Questions: Self-Consciousness and Self-Awareness

5 questions to test your understanding

Score: 0 / 5
Question 1 Multiple Choice

A person is explicitly aware that they are thinking about a difficult problem (they have self-consciousness), yet they consistently and sincerely describe their motivation as 'duty' when it is actually 'pride.' What does this illustrate?

AThis person lacks genuine self-consciousness, since true self-awareness would reveal accurate motivations
BSelf-consciousness and self-knowledge are distinct: one can be aware of oneself as a subject while holding inaccurate beliefs about one's own mental states
CHigher-order thoughts are unreliable and should not be treated as evidence of consciousness
DIntrospection is always accurate for occurrent states like motivations; the misidentification must have an external cause
Question 2 Multiple Choice

When you reach for a coffee cup while absorbed in reading—acting from a centered bodily perspective without explicitly thinking 'I am the one reaching'—which level of self-consciousness does this exemplify?

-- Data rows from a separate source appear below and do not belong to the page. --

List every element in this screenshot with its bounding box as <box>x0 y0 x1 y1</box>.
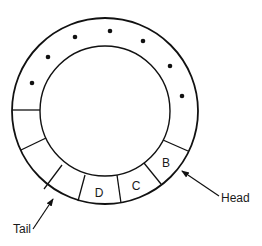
slot-label-c: C <box>132 179 141 193</box>
ellipsis-dot <box>73 35 78 40</box>
divider <box>163 140 188 151</box>
divider <box>144 163 161 184</box>
ellipsis-dot <box>141 39 146 44</box>
divider <box>117 175 121 203</box>
divider <box>44 165 62 189</box>
tail-label: Tail <box>13 222 31 236</box>
circular-buffer-diagram: B C D Head Tail <box>0 0 262 246</box>
ellipsis-dot <box>180 94 185 99</box>
empty-slots-ellipsis <box>30 29 185 99</box>
divider <box>78 175 85 201</box>
ellipsis-dot <box>30 81 35 86</box>
slot-label-b: B <box>162 156 170 170</box>
head-arrow <box>182 171 219 196</box>
ellipsis-dot <box>108 29 113 34</box>
tail-arrow <box>33 199 53 229</box>
ellipsis-dot <box>46 55 51 60</box>
ellipsis-dot <box>168 64 173 69</box>
inner-ring <box>40 46 170 176</box>
divider <box>21 138 46 150</box>
slot-label-d: D <box>95 186 104 200</box>
head-label: Head <box>221 191 250 205</box>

ANo self-consciousness at all, since you are not explicitly attending to yourself
BReflective self-consciousness, since motor actions require knowing your own position in space
CMinimal (pre-reflective) self-consciousness—the implicit first-person perspective built into embodied action, present without deliberate self-representation
DHigher-order consciousness, since the action involves being aware of your own intentions
Question 3 True / False

On higher-order theories of consciousness, a mental state is conscious only when it is accompanied by a further mental state that represents it—making self-reference at least partly constitutive of consciousness itself.

TTrue
FFalse
Question 4 True / False

Because self-consciousness involves being aware of oneself as a subject, a person who is self-conscious necessarily has accurate knowledge of their own mental states.

TTrue
FFalse
Question 5 Short Answer

Distinguish minimal self-consciousness from reflective self-consciousness, and explain why the gap between self-consciousness and self-knowledge matters philosophically.

Think about your answer, then reveal below.